Bitcoin mining company Phoenix Group has announced plans to add 52MW of cryptomining capacity to its existing site in Ethiopia.
The facility already has an 80MW mining capacity, and the new expansion takes the company’s total capacity in Ethiopia to 132MW, and will raise its global capacity to more than 500MW across five countries.
The new 52MW site will go live in two phases within the next year and is expected to be fully operational by Q2 of 2025. The first phase will deliver 20MW while the second phase of construction will deliver the remaining 32MW, taking the site’s total hash rate to 2.4EH/s.
Phoenix Group purchased the Ethiopia site in January, and claims 90 percent of its Bitcoin mining energy comes from renewable hydropower via the Grand Ethiopian Renaissance Dam.
“With 132 MW now running on clean hydropower, we’re proud to set a new benchmark for sustainable mining in Africa and deliver large-scale operations in energy-rich regions,” said Reza Nedjatian, CEO of Phoenix Mining, AI & Data Centers.
The company added another 50MW of mining power to its global roster in January when its North Dakota site went live, delivering an additional 2.7EH/s to its global hash rate.
Construction on the Dakota facility began just five months prior to its energization. Munaf Ali, CEO of Phoenix Group, said: “The investment and opening of the Dakota site is an important step in our strategy to grow our mining capacity globally and in the United States in 2025 and beyond. Building and energizing a 50MW site in less than five months is a testament to the extraordinary capability of our engineering and operations teams.”
Phoenix Group’s Bitcoin mining data centers span the US (x3), Canada, Oman, Ethiopia, and the United Arab Emirates. Bothmining for itself and hosting hardware for others, the company’s combined 15EH/s amounts to around 2 percent of the total Bitcoin hash rate.
The company energized a 50MW facility in North Dakota in January.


The complete data, repeated exactly, should form your response.

(Beginning of AVAILABLE DATA)

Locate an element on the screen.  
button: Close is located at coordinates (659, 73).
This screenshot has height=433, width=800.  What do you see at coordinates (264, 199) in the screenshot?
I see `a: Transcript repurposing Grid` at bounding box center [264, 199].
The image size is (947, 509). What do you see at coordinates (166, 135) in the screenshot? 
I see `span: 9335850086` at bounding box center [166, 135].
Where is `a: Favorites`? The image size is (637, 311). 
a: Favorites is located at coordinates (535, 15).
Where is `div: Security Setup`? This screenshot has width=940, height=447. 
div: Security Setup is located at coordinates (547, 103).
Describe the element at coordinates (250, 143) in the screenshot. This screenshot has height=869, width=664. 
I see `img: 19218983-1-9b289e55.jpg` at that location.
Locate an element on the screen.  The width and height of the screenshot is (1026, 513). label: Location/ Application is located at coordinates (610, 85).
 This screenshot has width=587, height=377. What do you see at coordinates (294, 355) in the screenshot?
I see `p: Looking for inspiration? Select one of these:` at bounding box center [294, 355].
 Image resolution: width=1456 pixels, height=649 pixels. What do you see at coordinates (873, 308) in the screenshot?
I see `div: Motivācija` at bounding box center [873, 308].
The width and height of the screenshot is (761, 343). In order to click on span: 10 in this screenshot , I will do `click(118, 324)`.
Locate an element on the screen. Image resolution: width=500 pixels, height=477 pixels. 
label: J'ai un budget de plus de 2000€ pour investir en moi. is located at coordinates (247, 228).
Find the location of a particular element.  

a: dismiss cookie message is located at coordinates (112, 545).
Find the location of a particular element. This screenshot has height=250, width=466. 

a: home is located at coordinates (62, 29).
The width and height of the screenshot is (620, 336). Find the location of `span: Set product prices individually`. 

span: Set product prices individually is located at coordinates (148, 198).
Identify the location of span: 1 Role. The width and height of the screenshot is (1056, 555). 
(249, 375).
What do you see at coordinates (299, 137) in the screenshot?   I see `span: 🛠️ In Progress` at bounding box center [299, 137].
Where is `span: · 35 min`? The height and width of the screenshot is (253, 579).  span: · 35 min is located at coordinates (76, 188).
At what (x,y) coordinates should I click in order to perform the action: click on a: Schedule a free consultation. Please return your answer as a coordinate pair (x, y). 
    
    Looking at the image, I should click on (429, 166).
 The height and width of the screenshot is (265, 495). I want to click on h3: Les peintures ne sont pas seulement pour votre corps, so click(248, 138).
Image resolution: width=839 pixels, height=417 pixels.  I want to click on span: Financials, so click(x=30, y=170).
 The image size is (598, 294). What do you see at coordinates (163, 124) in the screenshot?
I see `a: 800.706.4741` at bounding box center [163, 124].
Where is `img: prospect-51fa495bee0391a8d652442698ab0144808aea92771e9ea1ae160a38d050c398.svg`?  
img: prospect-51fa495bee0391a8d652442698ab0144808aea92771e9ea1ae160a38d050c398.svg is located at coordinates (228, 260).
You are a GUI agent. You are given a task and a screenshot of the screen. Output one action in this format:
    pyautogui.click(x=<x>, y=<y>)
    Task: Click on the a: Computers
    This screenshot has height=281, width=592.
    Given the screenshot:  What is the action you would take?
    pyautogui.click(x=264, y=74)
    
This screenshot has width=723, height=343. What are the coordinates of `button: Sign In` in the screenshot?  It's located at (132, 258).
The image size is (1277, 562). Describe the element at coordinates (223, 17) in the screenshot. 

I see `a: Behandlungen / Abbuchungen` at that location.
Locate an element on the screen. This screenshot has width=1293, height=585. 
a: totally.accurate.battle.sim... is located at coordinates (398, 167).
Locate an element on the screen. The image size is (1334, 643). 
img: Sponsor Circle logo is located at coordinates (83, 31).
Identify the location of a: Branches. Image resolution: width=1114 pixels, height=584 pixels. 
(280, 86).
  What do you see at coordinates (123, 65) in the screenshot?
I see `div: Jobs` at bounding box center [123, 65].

(End of AVAILABLE DATA)

### YOUR SOLUTION
Locate an element on the screen.  
button: Close is located at coordinates (659, 73).
This screenshot has height=433, width=800.  What do you see at coordinates (264, 199) in the screenshot?
I see `a: Transcript repurposing Grid` at bounding box center [264, 199].
The image size is (947, 509). What do you see at coordinates (166, 135) in the screenshot? 
I see `span: 9335850086` at bounding box center [166, 135].
Where is `a: Favorites`? The image size is (637, 311). 
a: Favorites is located at coordinates (535, 15).
Where is `div: Security Setup`? This screenshot has width=940, height=447. 
div: Security Setup is located at coordinates (547, 103).
Describe the element at coordinates (250, 143) in the screenshot. This screenshot has height=869, width=664. 
I see `img: 19218983-1-9b289e55.jpg` at that location.
Locate an element on the screen.  The width and height of the screenshot is (1026, 513). label: Location/ Application is located at coordinates (610, 85).
 This screenshot has width=587, height=377. What do you see at coordinates (294, 355) in the screenshot?
I see `p: Looking for inspiration? Select one of these:` at bounding box center [294, 355].
 Image resolution: width=1456 pixels, height=649 pixels. What do you see at coordinates (873, 308) in the screenshot?
I see `div: Motivācija` at bounding box center [873, 308].
The width and height of the screenshot is (761, 343). In order to click on span: 10 in this screenshot , I will do `click(118, 324)`.
Locate an element on the screen. Image resolution: width=500 pixels, height=477 pixels. 
label: J'ai un budget de plus de 2000€ pour investir en moi. is located at coordinates (247, 228).
Find the location of a particular element.  

a: dismiss cookie message is located at coordinates (112, 545).
Find the location of a particular element. This screenshot has height=250, width=466. 

a: home is located at coordinates (62, 29).
The width and height of the screenshot is (620, 336). Find the location of `span: Set product prices individually`. 

span: Set product prices individually is located at coordinates (148, 198).
Identify the location of span: 1 Role. The width and height of the screenshot is (1056, 555). 
(249, 375).
What do you see at coordinates (299, 137) in the screenshot?   I see `span: 🛠️ In Progress` at bounding box center [299, 137].
Where is `span: · 35 min`? The height and width of the screenshot is (253, 579).  span: · 35 min is located at coordinates (76, 188).
At what (x,y) coordinates should I click in order to perform the action: click on a: Schedule a free consultation. Please return your answer as a coordinate pair (x, y). 
    
    Looking at the image, I should click on (429, 166).
 The height and width of the screenshot is (265, 495). I want to click on h3: Les peintures ne sont pas seulement pour votre corps, so click(248, 138).
Image resolution: width=839 pixels, height=417 pixels.  I want to click on span: Financials, so click(x=30, y=170).
 The image size is (598, 294). What do you see at coordinates (163, 124) in the screenshot?
I see `a: 800.706.4741` at bounding box center [163, 124].
Where is `img: prospect-51fa495bee0391a8d652442698ab0144808aea92771e9ea1ae160a38d050c398.svg`?  
img: prospect-51fa495bee0391a8d652442698ab0144808aea92771e9ea1ae160a38d050c398.svg is located at coordinates (228, 260).
You are a GUI agent. You are given a task and a screenshot of the screen. Output one action in this format:
    pyautogui.click(x=<x>, y=<y>)
    Task: Click on the a: Computers
    This screenshot has height=281, width=592.
    Given the screenshot:  What is the action you would take?
    pyautogui.click(x=264, y=74)
    
This screenshot has width=723, height=343. What are the coordinates of `button: Sign In` in the screenshot?  It's located at (132, 258).
The image size is (1277, 562). Describe the element at coordinates (223, 17) in the screenshot. 

I see `a: Behandlungen / Abbuchungen` at that location.
Locate an element on the screen. This screenshot has width=1293, height=585. 
a: totally.accurate.battle.sim... is located at coordinates (398, 167).
Locate an element on the screen. The image size is (1334, 643). 
img: Sponsor Circle logo is located at coordinates (83, 31).
Identify the location of a: Branches. Image resolution: width=1114 pixels, height=584 pixels. 
(280, 86).
  What do you see at coordinates (123, 65) in the screenshot?
I see `div: Jobs` at bounding box center [123, 65].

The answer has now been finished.